» Task details: From the records below, transcribe only the lines running from the one with "This screenshot has height=344, width=612." through the one with "The image size is (1566, 881).". Keep both of those end lines.

» Material provided:
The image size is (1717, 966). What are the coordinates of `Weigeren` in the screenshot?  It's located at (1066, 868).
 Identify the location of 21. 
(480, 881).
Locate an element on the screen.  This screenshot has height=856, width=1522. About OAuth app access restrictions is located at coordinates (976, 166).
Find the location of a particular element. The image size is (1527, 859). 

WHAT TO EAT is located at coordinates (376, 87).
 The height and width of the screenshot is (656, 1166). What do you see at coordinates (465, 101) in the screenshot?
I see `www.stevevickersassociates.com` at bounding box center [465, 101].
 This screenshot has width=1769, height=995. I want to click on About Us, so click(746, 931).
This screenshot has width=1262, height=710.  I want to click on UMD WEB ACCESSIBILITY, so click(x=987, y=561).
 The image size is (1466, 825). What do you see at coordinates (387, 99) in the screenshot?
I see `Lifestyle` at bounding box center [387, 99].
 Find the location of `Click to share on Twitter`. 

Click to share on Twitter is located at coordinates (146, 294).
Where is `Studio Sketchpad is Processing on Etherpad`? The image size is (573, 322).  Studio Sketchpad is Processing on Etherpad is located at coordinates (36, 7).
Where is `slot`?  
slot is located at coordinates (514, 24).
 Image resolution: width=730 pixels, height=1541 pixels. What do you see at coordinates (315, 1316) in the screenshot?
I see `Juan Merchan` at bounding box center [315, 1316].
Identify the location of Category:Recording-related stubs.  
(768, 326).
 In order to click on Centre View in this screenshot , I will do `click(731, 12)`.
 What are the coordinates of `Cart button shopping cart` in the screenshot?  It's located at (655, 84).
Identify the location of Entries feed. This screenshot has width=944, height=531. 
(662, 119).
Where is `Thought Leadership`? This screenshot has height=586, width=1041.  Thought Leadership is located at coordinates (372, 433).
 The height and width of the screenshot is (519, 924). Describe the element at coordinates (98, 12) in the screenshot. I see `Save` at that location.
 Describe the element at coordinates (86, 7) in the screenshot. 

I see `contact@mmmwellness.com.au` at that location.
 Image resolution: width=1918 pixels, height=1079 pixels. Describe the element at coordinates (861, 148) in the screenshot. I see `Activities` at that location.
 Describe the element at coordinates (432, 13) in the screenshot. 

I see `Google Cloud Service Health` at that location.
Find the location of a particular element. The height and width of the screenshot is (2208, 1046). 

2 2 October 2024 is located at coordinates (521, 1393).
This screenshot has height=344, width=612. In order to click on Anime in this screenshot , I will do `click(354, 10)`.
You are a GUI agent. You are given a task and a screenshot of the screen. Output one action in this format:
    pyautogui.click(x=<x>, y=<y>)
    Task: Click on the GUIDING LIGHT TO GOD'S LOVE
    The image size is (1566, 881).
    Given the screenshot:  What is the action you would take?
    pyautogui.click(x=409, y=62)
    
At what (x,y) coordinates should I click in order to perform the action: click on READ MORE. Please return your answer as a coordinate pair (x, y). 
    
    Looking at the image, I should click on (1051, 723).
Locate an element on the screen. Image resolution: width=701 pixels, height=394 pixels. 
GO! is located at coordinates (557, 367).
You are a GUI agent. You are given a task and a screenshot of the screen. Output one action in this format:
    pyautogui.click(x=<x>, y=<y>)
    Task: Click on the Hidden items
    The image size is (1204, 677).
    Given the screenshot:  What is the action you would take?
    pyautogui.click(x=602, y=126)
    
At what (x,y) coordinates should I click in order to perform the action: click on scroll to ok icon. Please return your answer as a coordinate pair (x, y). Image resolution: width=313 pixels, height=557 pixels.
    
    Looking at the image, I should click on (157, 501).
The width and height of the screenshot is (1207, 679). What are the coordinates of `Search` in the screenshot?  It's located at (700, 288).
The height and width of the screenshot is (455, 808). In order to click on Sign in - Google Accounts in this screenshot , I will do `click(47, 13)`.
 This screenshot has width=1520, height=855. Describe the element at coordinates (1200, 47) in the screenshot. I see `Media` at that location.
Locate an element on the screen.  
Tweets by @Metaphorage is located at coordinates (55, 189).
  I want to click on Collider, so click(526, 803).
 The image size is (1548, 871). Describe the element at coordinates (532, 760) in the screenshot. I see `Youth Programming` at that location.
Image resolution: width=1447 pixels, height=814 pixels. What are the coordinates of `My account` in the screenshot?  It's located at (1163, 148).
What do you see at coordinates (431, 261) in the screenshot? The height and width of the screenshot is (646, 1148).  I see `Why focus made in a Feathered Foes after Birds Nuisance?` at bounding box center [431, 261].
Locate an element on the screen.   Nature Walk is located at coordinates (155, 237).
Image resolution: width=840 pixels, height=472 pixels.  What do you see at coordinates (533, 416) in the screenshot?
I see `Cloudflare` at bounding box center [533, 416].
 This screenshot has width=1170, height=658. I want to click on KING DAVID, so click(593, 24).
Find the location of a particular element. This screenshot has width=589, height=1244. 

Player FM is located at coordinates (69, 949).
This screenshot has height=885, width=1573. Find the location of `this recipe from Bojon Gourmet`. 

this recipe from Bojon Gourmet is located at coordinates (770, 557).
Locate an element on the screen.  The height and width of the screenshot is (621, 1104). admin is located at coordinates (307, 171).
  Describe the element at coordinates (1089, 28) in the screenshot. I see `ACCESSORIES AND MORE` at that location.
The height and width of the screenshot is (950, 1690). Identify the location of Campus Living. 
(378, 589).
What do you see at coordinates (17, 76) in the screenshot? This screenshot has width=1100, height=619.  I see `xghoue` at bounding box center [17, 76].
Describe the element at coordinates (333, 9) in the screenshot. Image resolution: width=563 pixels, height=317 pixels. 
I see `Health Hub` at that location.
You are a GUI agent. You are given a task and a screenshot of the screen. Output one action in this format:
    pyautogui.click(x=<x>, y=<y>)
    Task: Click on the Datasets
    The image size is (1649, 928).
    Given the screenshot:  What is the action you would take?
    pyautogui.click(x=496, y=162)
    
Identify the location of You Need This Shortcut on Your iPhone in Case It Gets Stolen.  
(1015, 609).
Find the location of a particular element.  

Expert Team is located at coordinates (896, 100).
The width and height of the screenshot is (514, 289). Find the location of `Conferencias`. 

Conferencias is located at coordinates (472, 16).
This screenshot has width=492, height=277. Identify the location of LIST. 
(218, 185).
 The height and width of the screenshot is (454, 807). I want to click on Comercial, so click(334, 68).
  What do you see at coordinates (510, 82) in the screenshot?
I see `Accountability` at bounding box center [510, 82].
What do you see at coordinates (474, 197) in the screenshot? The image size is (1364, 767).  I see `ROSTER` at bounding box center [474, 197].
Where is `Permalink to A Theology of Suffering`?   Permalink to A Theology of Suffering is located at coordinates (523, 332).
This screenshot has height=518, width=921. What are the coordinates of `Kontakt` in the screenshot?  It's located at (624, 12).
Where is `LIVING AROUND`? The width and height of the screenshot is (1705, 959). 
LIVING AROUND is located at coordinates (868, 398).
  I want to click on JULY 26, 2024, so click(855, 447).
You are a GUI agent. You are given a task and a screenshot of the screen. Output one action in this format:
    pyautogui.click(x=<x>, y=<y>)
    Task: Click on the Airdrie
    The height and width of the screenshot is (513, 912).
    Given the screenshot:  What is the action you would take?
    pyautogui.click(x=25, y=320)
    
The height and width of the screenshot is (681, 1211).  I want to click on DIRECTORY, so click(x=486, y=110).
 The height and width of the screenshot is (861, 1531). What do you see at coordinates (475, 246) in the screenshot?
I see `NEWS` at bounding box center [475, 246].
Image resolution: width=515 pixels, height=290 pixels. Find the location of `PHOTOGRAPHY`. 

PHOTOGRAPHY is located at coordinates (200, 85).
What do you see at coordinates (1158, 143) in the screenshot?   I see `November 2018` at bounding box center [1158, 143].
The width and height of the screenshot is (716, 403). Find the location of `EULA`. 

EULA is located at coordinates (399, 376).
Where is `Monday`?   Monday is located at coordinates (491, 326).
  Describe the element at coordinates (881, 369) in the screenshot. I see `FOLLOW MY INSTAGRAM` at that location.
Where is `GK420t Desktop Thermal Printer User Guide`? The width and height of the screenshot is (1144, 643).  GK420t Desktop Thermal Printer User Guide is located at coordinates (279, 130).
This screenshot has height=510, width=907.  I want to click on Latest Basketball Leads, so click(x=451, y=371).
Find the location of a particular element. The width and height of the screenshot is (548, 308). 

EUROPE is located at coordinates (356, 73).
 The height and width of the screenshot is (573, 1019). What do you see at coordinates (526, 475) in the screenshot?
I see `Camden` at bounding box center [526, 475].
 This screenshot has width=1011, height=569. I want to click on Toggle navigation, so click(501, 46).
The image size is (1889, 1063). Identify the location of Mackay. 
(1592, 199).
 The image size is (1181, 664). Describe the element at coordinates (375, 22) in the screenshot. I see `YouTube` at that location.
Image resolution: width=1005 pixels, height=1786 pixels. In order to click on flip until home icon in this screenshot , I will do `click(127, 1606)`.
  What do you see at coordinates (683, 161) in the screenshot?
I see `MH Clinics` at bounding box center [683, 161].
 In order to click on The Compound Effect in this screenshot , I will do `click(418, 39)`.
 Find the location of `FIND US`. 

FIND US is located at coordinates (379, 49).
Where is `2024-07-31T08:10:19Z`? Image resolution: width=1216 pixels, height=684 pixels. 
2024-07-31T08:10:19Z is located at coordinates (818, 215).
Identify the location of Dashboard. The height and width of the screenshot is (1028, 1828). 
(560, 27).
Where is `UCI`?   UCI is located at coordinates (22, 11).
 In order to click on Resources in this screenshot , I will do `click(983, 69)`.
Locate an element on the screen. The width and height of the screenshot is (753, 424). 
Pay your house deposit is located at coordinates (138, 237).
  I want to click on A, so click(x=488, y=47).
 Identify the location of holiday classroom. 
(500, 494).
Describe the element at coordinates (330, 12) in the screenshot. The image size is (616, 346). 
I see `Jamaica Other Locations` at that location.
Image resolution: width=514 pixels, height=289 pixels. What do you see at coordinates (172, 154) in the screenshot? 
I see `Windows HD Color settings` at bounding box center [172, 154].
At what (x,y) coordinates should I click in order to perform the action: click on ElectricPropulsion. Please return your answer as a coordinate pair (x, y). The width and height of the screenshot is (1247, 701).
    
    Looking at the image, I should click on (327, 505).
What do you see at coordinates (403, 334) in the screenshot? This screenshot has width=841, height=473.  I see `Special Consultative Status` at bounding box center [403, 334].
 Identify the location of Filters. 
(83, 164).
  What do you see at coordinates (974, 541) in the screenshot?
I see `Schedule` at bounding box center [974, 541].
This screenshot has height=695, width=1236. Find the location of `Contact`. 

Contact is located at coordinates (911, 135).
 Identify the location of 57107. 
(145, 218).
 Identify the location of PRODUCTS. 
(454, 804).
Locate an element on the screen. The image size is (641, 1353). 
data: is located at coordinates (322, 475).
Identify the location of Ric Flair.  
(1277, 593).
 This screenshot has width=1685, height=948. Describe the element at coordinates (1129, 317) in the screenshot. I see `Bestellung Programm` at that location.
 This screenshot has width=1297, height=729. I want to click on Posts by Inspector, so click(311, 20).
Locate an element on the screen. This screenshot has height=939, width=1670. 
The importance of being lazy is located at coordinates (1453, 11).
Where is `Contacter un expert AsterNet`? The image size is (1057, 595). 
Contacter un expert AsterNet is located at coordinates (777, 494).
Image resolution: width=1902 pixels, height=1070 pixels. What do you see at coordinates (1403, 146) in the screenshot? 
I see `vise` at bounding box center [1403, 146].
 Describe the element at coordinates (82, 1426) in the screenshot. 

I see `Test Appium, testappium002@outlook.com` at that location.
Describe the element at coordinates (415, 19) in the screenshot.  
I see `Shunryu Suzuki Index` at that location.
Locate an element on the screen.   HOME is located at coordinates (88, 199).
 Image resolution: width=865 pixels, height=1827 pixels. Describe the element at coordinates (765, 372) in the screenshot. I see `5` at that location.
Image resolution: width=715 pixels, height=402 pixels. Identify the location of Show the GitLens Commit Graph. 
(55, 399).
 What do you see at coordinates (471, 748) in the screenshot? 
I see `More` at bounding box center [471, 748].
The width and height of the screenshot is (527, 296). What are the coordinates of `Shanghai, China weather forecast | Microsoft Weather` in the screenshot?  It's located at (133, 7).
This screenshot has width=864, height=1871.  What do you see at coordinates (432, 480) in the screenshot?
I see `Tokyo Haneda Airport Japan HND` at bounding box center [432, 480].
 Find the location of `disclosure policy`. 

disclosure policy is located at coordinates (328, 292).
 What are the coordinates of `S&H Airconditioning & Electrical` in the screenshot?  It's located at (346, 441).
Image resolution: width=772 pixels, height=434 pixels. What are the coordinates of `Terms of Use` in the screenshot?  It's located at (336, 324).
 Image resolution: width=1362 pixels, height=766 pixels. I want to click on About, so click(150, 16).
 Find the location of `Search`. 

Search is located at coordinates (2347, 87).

» Answer to the exercise:
This screenshot has height=344, width=612. In order to click on Anime in this screenshot , I will do `click(354, 10)`.
You are a GUI agent. You are given a task and a screenshot of the screen. Output one action in this format:
    pyautogui.click(x=<x>, y=<y>)
    Task: Click on the GUIDING LIGHT TO GOD'S LOVE
    The image size is (1566, 881).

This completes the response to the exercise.